Tiller envisioned Dallas knocking over the lantern, setting the whole cabin on fire. “Maybe tomorrow,” Tiller said.
“Uh-huh,” Dallas mumbled, as if he didn’t believe Tiller. Dallas kicked at a rock near his feet, and then he turned and ran toward the creek.
Sairy stepped off the porch. “Tiller, what are you doing? That boy just wants to learn how to do stuff. What’s the matter with you lately?”
“I don’t know,” Tiller said. “I’m feeling crotchety. I want those blasted kids to leave and for us to get back to our life, and why don’t you come on the river with me, and then I’ll go with you in search of that bird thing in Kangadoon?”
Sairy placed her hand on Tiller’s shoulder. “Look, Mr. Crotchety, I don’t really have any desire to paddle my arms off, and you don’t have any desire whatsoever to go bird searching with me. Admit it. And I know it’s not easy for you, suddenly having kids in the house again, but I think we ought to give it a few more days, see how things work out. Now, go inside and eat some cake and quit being so grumbly.” She patted his cheek. “And maybe you’d better give some of that cake to Florida, too.”
The next morning, in the barn, Tiller said, “Florida, you have a … a … way with wood.”
“A bad way, right?” Florida asked. “I mucked it up, didn’t
I?”
“No,” he said. “I meant that you seem to have a certain idea about how you want to do that trim. It’s not how I’d do it, but—”
“I knew it. It’s stupid.”
“Not stupid, just different.” He’d had to restrain himself from redoing the parts she’d already done. She hammered nails so hard that the wood was dented and bashed. The varnish dripped in globs down the side.
“I gopped up that first piece though,” Florida said. “Remember?”
“Mm,” Tiller said.
“And what about that can of varnish?” she said. “The one I spilled? I don’t think any master goes around spilling goop and then stepping in it and then getting it in her hair and then—”
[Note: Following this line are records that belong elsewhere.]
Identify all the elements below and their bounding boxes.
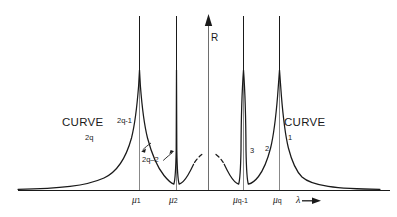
curve-left-order-label: 2q <box>85 134 93 142</box>
tick-sub-mu-q: q <box>278 197 282 204</box>
order-2-label: 2 <box>265 145 269 153</box>
order-2q-minus-2-label: 2q–2 <box>142 156 159 164</box>
order-2q-minus-1-label: 2q-1 <box>117 117 132 125</box>
tick-label-mu-q: μq <box>273 196 282 206</box>
curve-right-order-label: 1 <box>288 134 292 142</box>
resonance-curve-figure: R CURVE 2q 2q-1 2q–2 3 2 CURVE 1 μ1 μ2 μ… <box>0 0 397 217</box>
r-axis-arrowhead <box>205 14 212 26</box>
resonance-curve-left <box>18 70 194 189</box>
lambda-axis-label: λ <box>296 195 300 205</box>
curve-break-dashes-right <box>216 154 223 162</box>
tick-sub-mu1: 1 <box>137 197 141 204</box>
r-axis-label: R <box>211 33 218 43</box>
tick-sub-mu2: 2 <box>174 197 178 204</box>
tick-label-mu2: μ2 <box>169 196 178 206</box>
resonance-curve-right <box>224 70 380 189</box>
leader-line-2q-minus-2 <box>163 153 172 161</box>
curve-break-dashes-left <box>195 154 202 162</box>
tick-label-mu-q-minus-1: μq-1 <box>233 196 248 206</box>
curve-left-label: CURVE <box>62 117 104 129</box>
tick-label-mu1: μ1 <box>132 196 141 206</box>
plot-canvas <box>0 0 397 217</box>
curve-right-label: CURVE <box>284 117 326 129</box>
tick-sub-mu-q-minus-1: q-1 <box>238 197 248 204</box>
order-3-label: 3 <box>250 147 254 155</box>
“You know what I did once?” Tiller said. “My daddy told me to paint the barn. Red paint. Very bright red paint. And this old mangy cat kept crawling around my legs, getting in my way, and so I just dabbed a little red paint on its ears, and then it went bonkers and scratched my arm up one side and down the other, and then I dipped that brush back in the paint and flung a whole gob of it at that cat, but the cat got out of the way, and instead I splattered the chicken, and the chicken came after me, pecking and pecking, and I dipped my brush back in and went after the chicken, but the chicken got away and instead I hit the pig and then—well, you get the picture? Pretty soon the whole barnyard was splattered with red paint, and all of the animals were in a frenzy, and my pa came out wanting to know what the devil was going on and—”
“I bet you got a hiding,” Florida said. “I bet you got whupped up one side and down the other.”
“Well, no,” Tiller said. “That wasn’t my pa’s way.”
“It wasn’t? You mean he didn’t tear you limb from limb and throw you down in the spidery cellar?”
“Nope. What he did was sit there on the fence, with a piece of straw in his mouth, and he said, ‘I seen a red cat running through the yard. You see that?’